QUARTER-CENTURY: THERE'S NO TURNING BACK



This post marks the 'QUARTER-CENTURY' of blog since its inception last August! Thank you to all of you for your support. Welcome especially, to a few new members/followers.


Today's post will be a brief one, with a three-pronged purpose:


Firstly, to mark the occasion.


Secondly (hence the dual title) to introduce you to my newest oil painting.


Thirdly, to reiterate and perhaps elaborate a little on the aim of this blog.



Marking the occasion.


I've averaged 3.5 posts per month; sometimes I'll post two in a week, or even more, sometimes the frequency slows a little. Productivity depends on my mood, my preoccupations, my creativity – all the usual factors.


The new painting.


Entitled THERE'S NO TURNING BACK, this picture seems to embody a curious blend of the calm and the vertiginous, even the obsessive. Currently in my life I am engaged in a few matters which frighten me to a degree, but I am always of the belief that such matters must be confronted and that, indeed, there is no turning back. I feel very vulnerable at present, though, and this may manifest in my paintings.




THERE'S NO TURNING BACK - Haydn Dickenson (2023). Oil on Canvas, 76 x 102 cm unframed.
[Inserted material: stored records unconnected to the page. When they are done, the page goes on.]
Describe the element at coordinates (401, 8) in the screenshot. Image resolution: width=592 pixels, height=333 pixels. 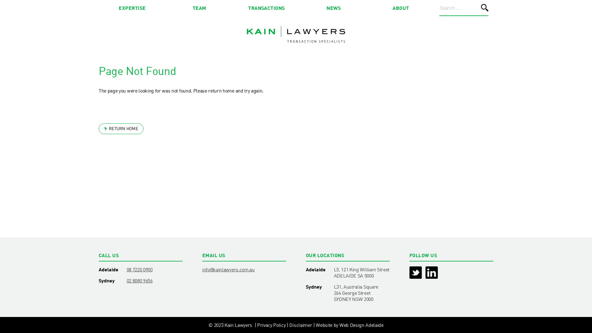
I see `ABOUT` at that location.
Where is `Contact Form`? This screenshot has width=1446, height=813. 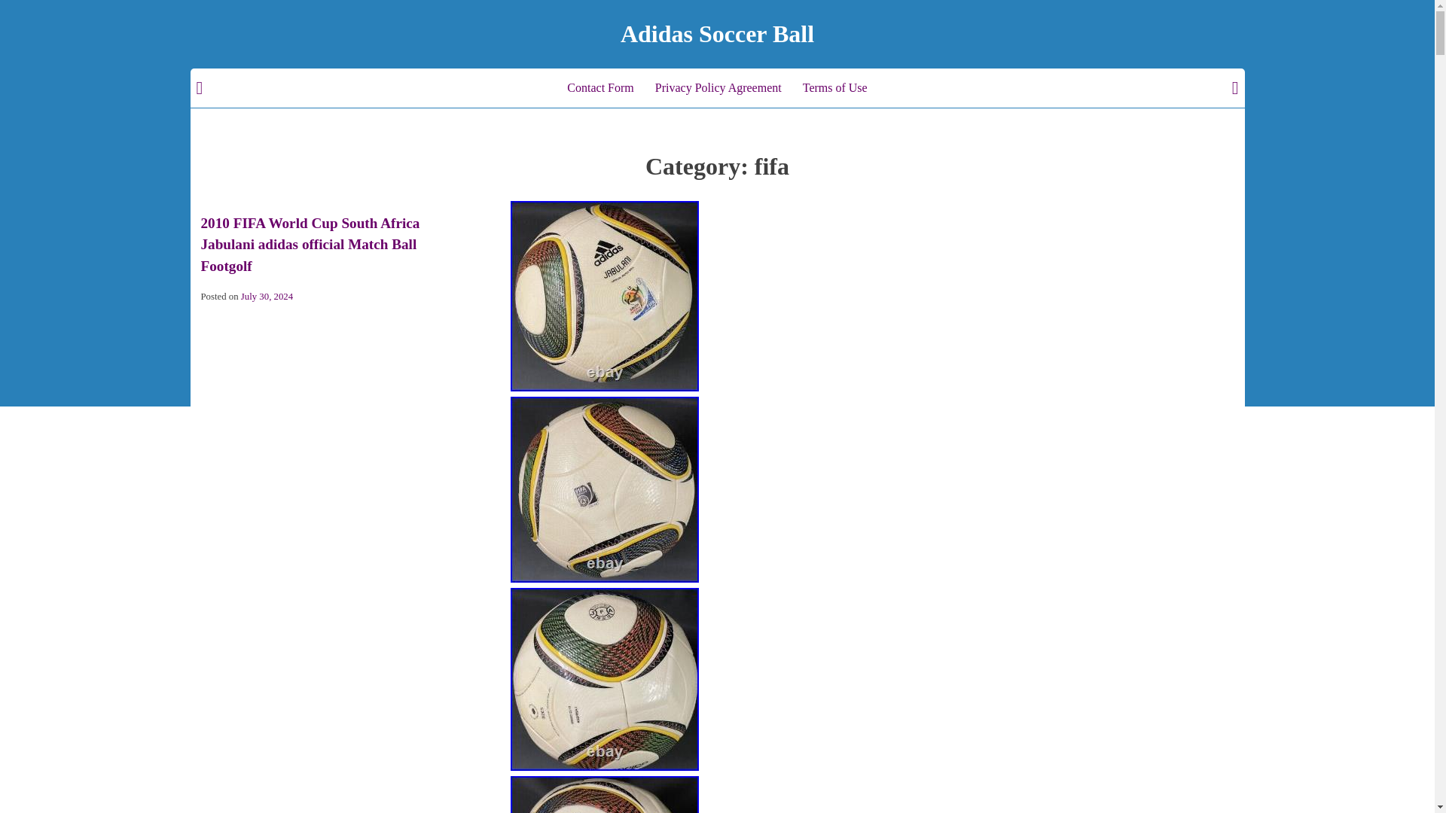 Contact Form is located at coordinates (599, 87).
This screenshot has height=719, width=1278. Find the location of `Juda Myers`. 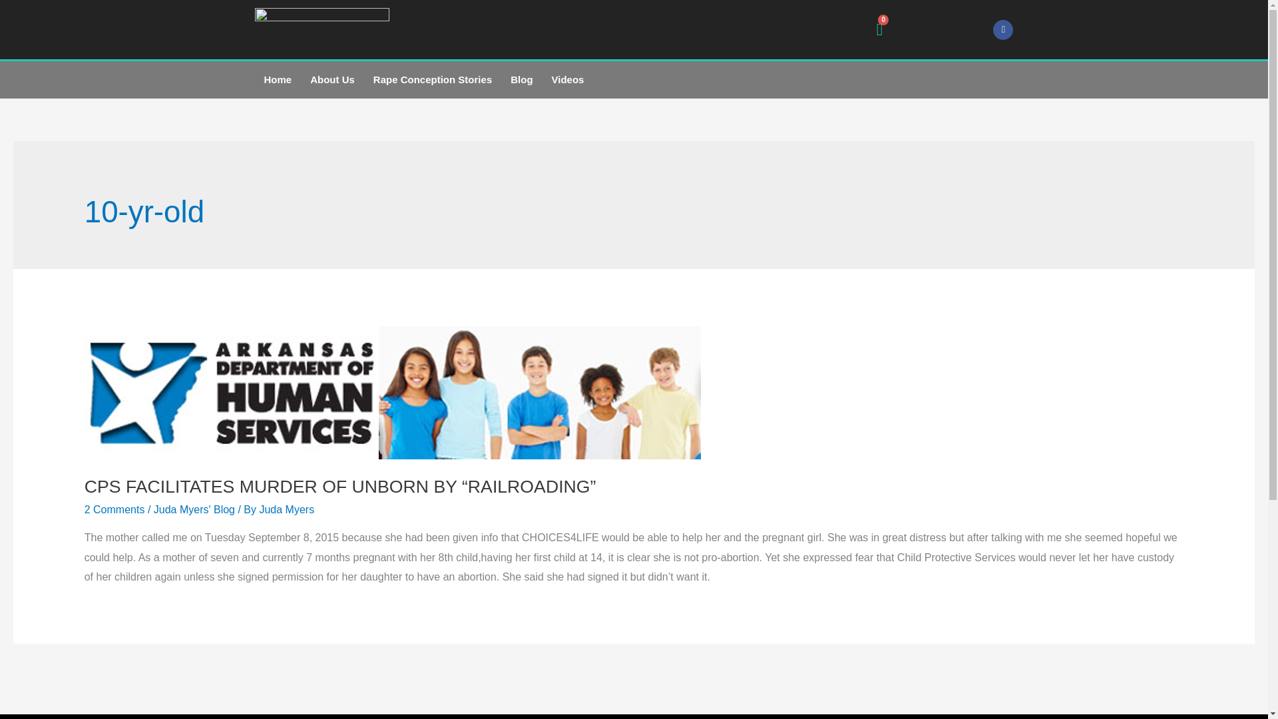

Juda Myers is located at coordinates (286, 510).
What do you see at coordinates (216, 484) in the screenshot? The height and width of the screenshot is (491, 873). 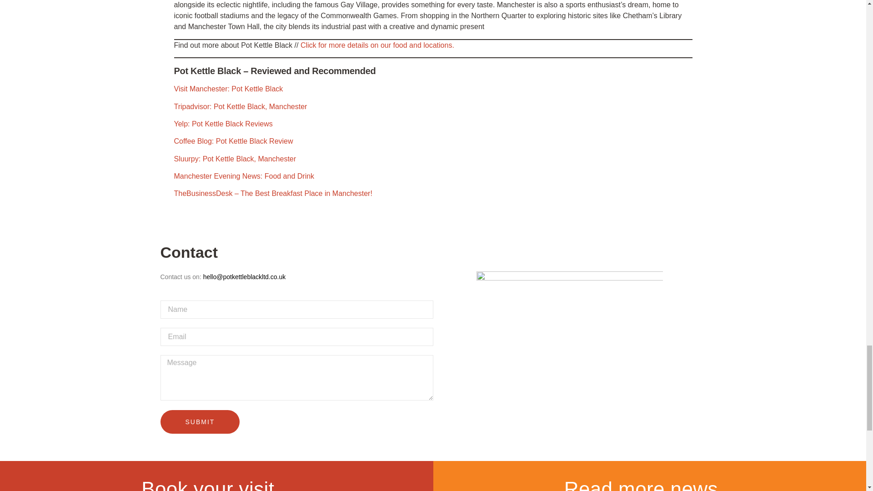 I see `Book your visit...` at bounding box center [216, 484].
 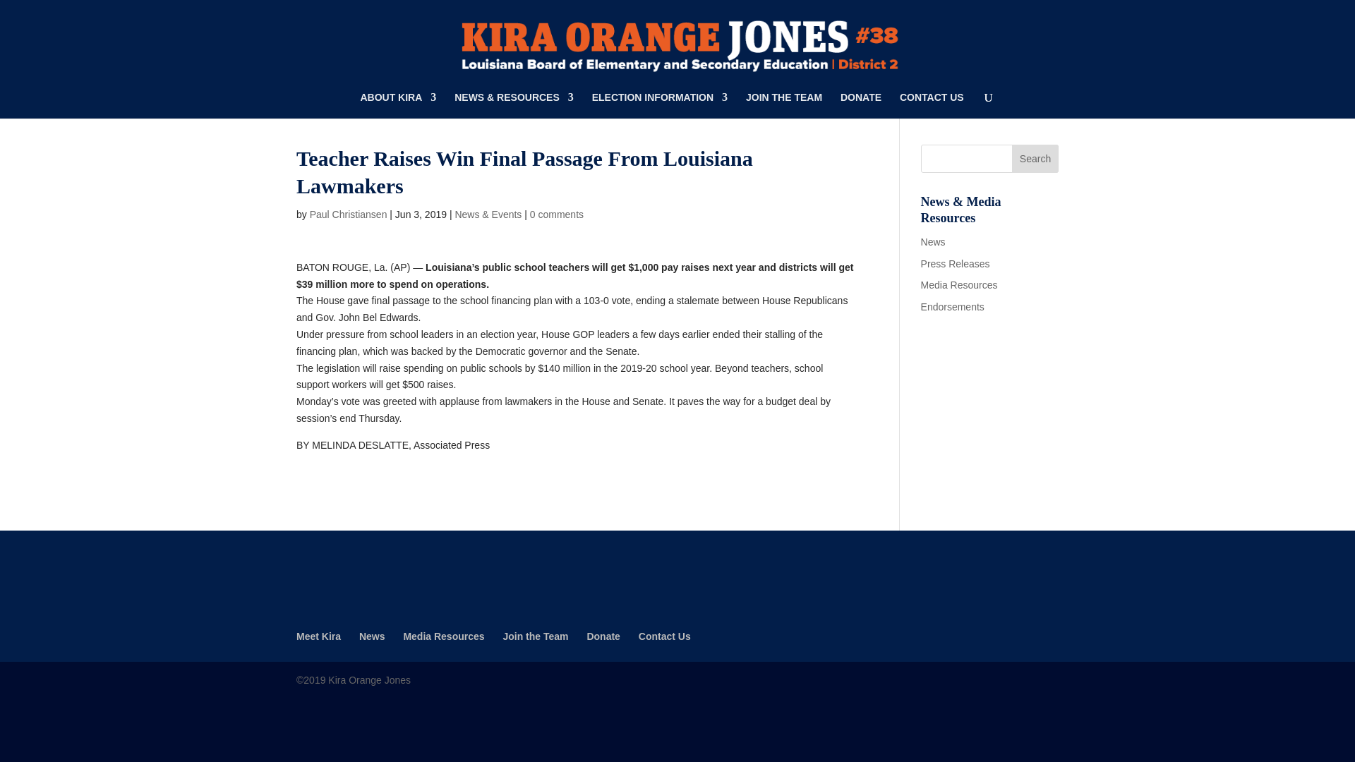 What do you see at coordinates (349, 215) in the screenshot?
I see `Paul Christiansen` at bounding box center [349, 215].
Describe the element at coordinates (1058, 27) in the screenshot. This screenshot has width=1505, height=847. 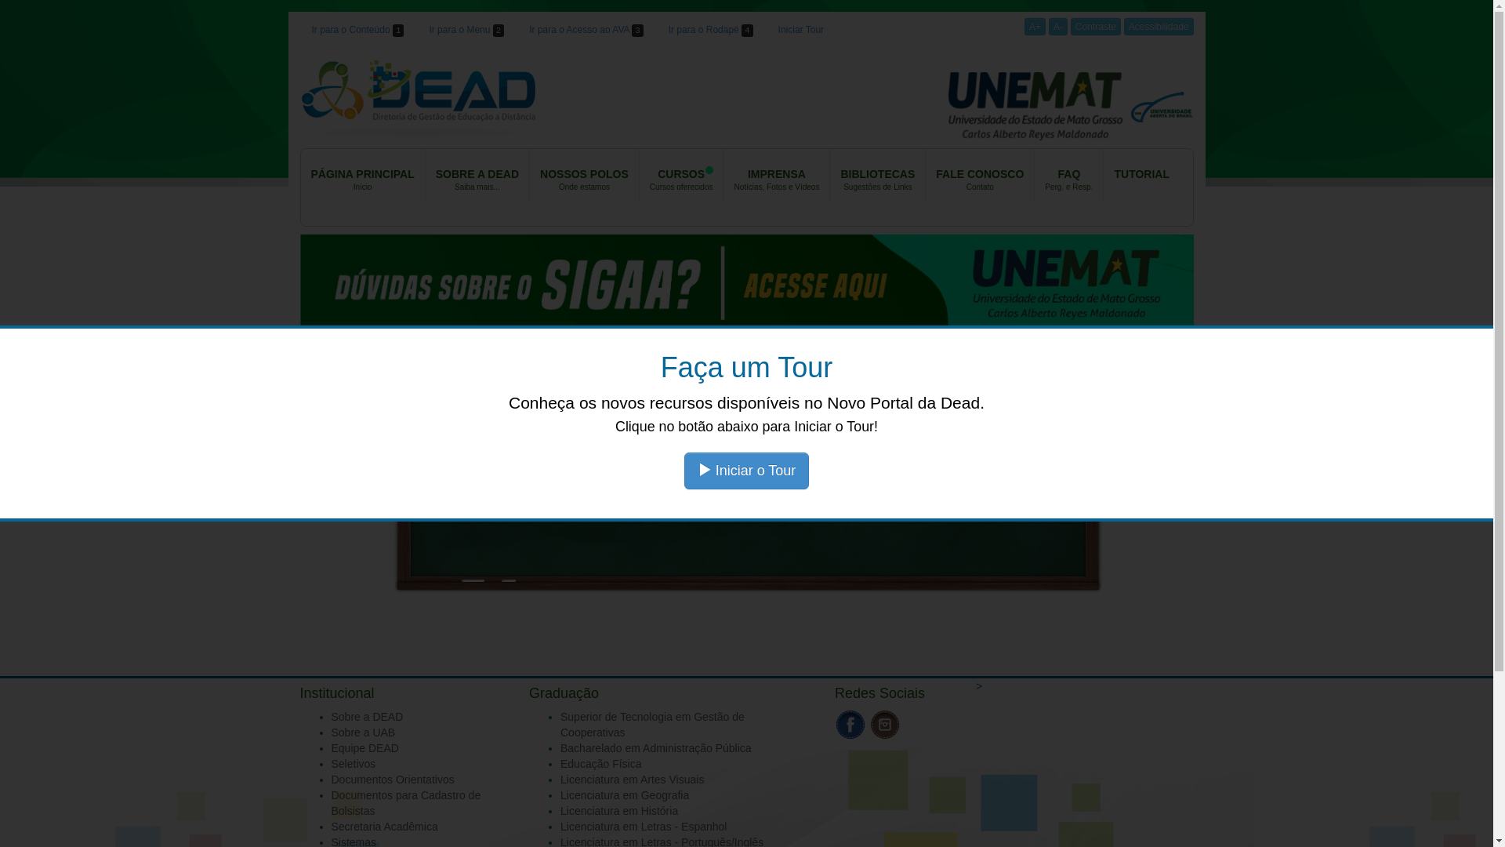
I see `A-` at that location.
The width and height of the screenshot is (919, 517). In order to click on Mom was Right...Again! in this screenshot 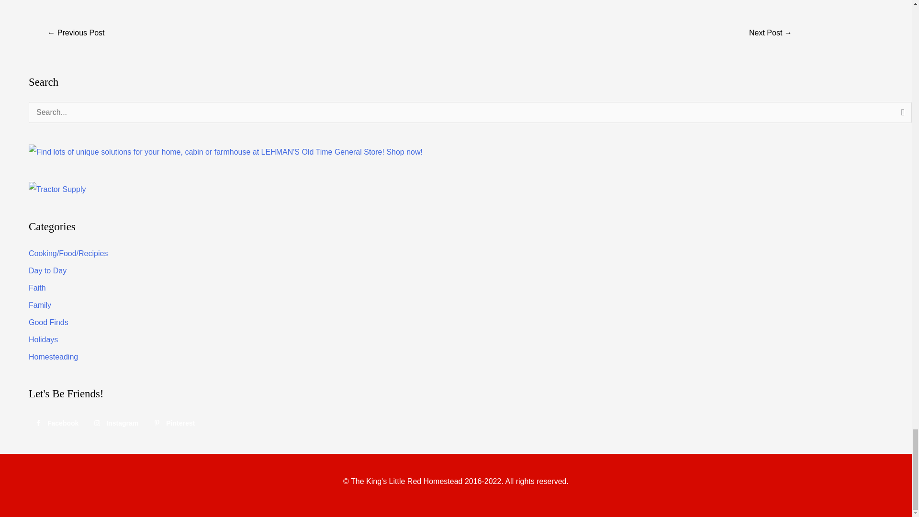, I will do `click(76, 34)`.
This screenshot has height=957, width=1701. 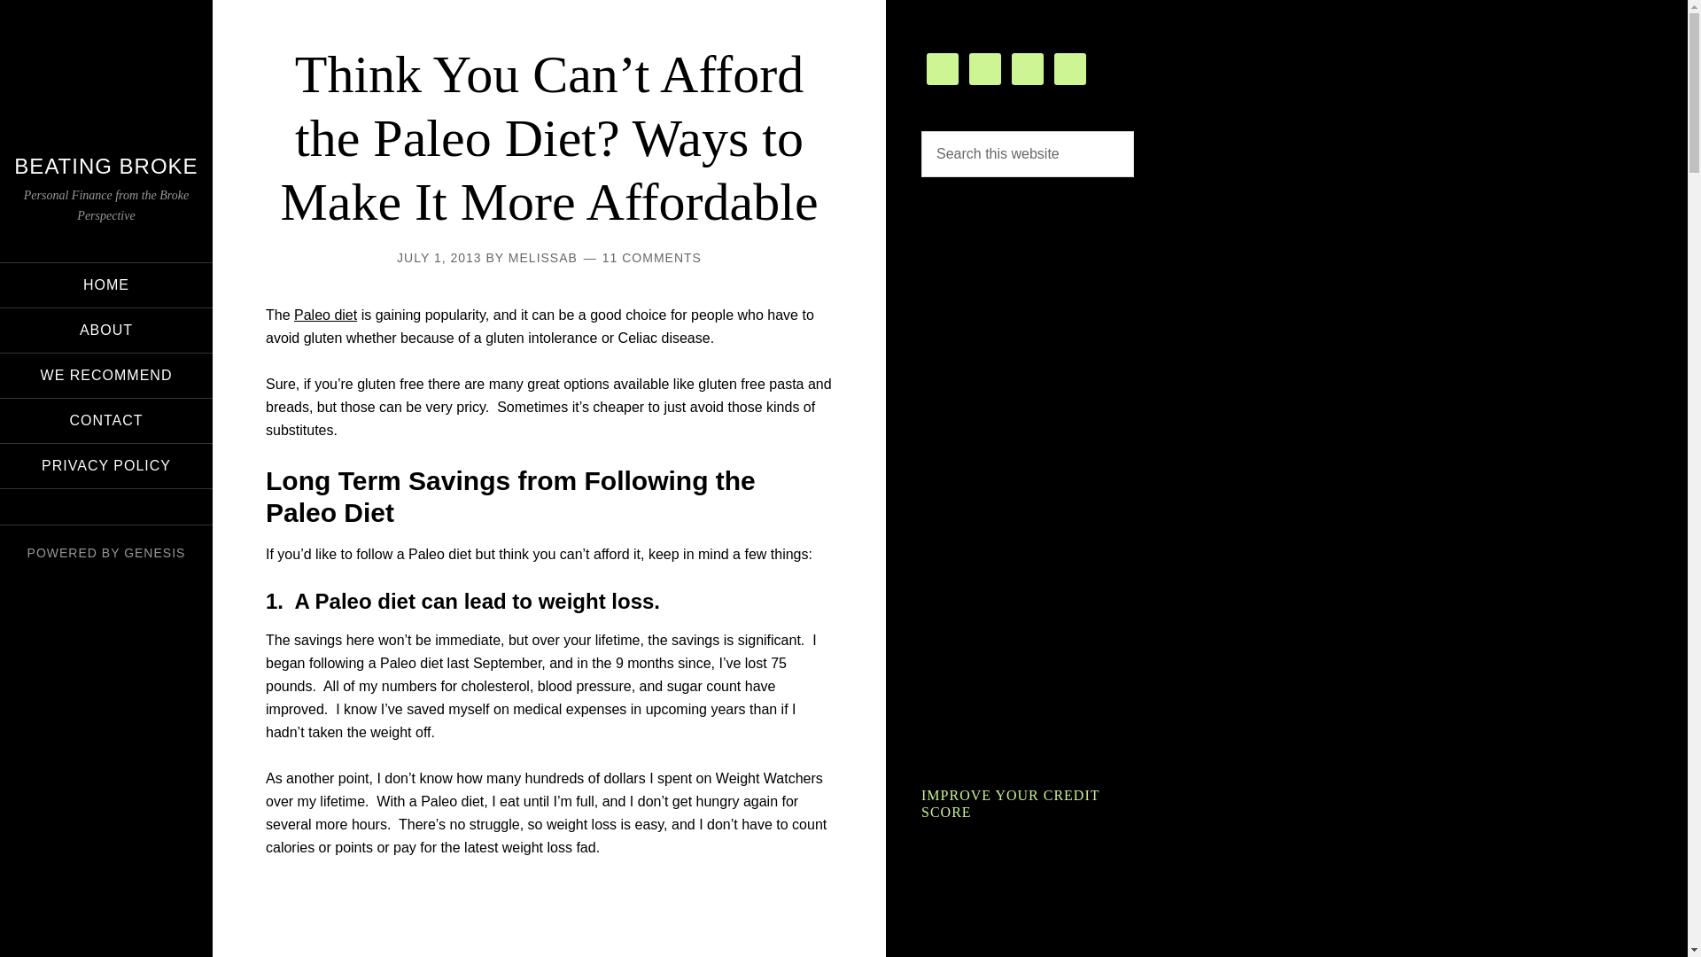 What do you see at coordinates (105, 165) in the screenshot?
I see `BEATING BROKE` at bounding box center [105, 165].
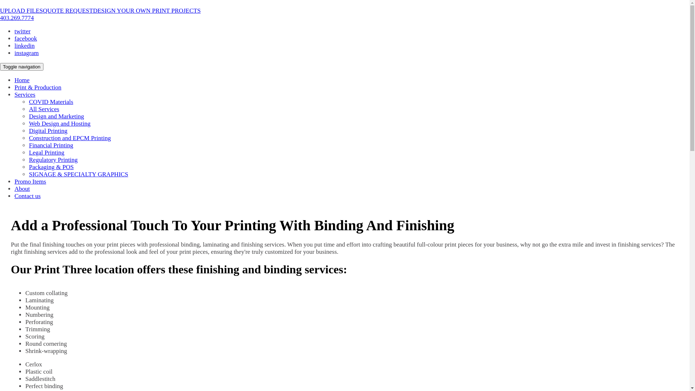 This screenshot has height=391, width=695. What do you see at coordinates (54, 160) in the screenshot?
I see `Regulatory Printing` at bounding box center [54, 160].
We can never truly turn back, for steps retraced and then retrodden are always made in the light of the previous ones; they are not fresh. In the same way, a statement can never be made again in the same way – it always involves different words, or a subtly different inflection in the voice. “Screw your courage to the sticking place, and we'll not fail” (William Shakespeare).


The aims of artfullyabstractedblog.com


These are:


To offer an insight into my work, my influences, and my cultural milieu.


To share with my readers some of my views on abstract art and art in general and, hopefully, to provoke some debate.


To dispel, I hope, a little of the stigma surrounding abstract art. I feel abstraction is still distrusted by some, derided by others, and feared by plenty. So often, I encounter the slightly flustered, nervous statement “Oh, I don't understand abstract art” or even “I don't understand art”.


You don't have to understand art to love it or, indeed, to hate it; either standpoint is valid! A certain contextual appreciation can be illuminating though, and I have received many heart-warming comments about, for instance, my articles about the origins of abstraction, and archetypal symbols in abstract art. I am so grateful that you, my readers, find them interesting and stimulating.


That will do for today. Please keep sharing my blog, and let's get it to the Half-Century for which my agent is pressing me, by the month of June. I think we can make that!